Different Algorithms, Different Textures

Just as BFS and DFS create different exploration patterns, different maze generation algorithms create different visual "textures." Each has its own character.

DFS Backtracker produces mazes with long, winding corridors. The passages feel like rivers carving through the grid. Corridors can extend far before hitting dead ends, creating a sense of depth.

Prim's Algorithm works differently. Instead of going deep, it maintains a frontier of walls that could be removed. At each step, it picks a random frontier wall and, if it would connect to an unvisited cell, removes it. This creates more branching, with an organic, tree-like feel. Passages split frequently, giving a more chaotic appearance.

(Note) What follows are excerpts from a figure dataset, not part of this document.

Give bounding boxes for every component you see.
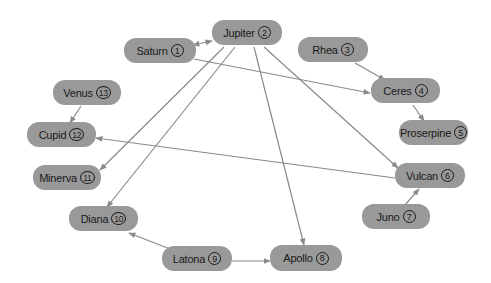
node-apollo: Apollo8	[270, 245, 342, 271]
node-label: Venus	[63, 87, 93, 99]
node-number-badge: 7	[403, 210, 416, 223]
edge-ceres-to-proserpine	[413, 105, 424, 121]
node-label: Jupiter	[223, 27, 255, 39]
edge-juno-to-vulcan	[405, 189, 419, 205]
node-label: Latona	[173, 253, 205, 265]
node-label: Diana	[81, 213, 109, 225]
node-number-badge: 6	[441, 169, 454, 182]
node-number-badge: 8	[316, 252, 329, 265]
node-ceres: Ceres4	[371, 78, 440, 103]
node-label: Ceres	[383, 85, 411, 97]
edge-venus-to-cupid	[70, 106, 81, 123]
node-diana: Diana10	[69, 206, 138, 231]
edge-vulcan-to-cupid	[96, 138, 395, 178]
node-number-badge: 5	[454, 126, 467, 139]
node-label: Apollo	[283, 252, 312, 264]
edge-jupiter-to-minerva	[100, 47, 224, 170]
node-number-badge: 1	[171, 44, 184, 57]
edge-saturn-to-jupiter	[193, 41, 212, 45]
node-vulcan: Vulcan6	[395, 163, 465, 188]
node-label: Proserpine	[400, 127, 451, 139]
node-number-badge: 11	[80, 171, 95, 184]
node-number-badge: 13	[96, 86, 111, 99]
node-rhea: Rhea3	[298, 37, 368, 62]
node-minerva: Minerva11	[33, 165, 101, 190]
node-label: Juno	[376, 211, 399, 223]
node-saturn: Saturn1	[124, 38, 196, 63]
node-number-badge: 3	[341, 43, 354, 56]
node-venus: Venus13	[53, 80, 121, 105]
edge-saturn-to-ceres	[194, 59, 370, 93]
node-label: Rhea	[312, 44, 338, 56]
node-number-badge: 4	[415, 84, 428, 97]
node-jupiter: Jupiter2	[212, 20, 282, 45]
node-number-badge: 2	[258, 26, 271, 39]
node-label: Saturn	[136, 45, 167, 57]
node-juno: Juno7	[362, 204, 430, 229]
node-proserpine: Proserpine5	[399, 120, 468, 145]
node-number-badge: 10	[111, 212, 126, 225]
edge-jupiter-to-diana	[107, 47, 235, 207]
node-latona: Latona9	[162, 246, 232, 271]
node-number-badge: 12	[69, 128, 84, 141]
node-cupid: Cupid12	[27, 122, 96, 147]
node-number-badge: 9	[208, 252, 221, 265]
edge-jupiter-to-vulcan	[264, 47, 398, 168]
edge-latona-to-diana	[129, 233, 170, 249]
node-label: Vulcan	[406, 170, 438, 182]
family-graph-diagram: Saturn1Jupiter2Rhea3Ceres4Proserpine5Vul…	[0, 0, 491, 283]
node-label: Cupid	[39, 129, 67, 141]
node-label: Minerva	[39, 172, 77, 184]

Binary Tree is the simplest algorithm. For each cell, flip a coin: carve north or carve west (when possible). This creates a strong diagonal bias — notice how passages tend to flow toward the northwest corner. The algorithm is fast and simple, but the bias is obvious once you see it.

Compare the textures of different algorithms

DFS Backtracker

Long corridors

Creates river-like passages that wind deep into the maze before branching

Prim's Algorithm

Branching

More organic feel with frequent branching and tree-like structure

Binary Tree

Diagonal bias

Simple but predictable with passages flowing toward northwest

Look closely at each maze. DFS has those long snaking corridors. Prim's has more uniform branching. Binary Tree has that telltale diagonal bias — passages on the north and west edges always run straight.

The algorithm you choose depends on your goals. Want a maze that feels like exploring winding caves? Use DFS. Want something that feels more like a branching forest? Try Prim's. Need something fast and don't mind the bias? Binary Tree is your friend.

Solving the Maze

Here's where everything comes full circle. We have spent chapters learning pathfinding algorithms. We have just learned to generate mazes. What happens when we combine them?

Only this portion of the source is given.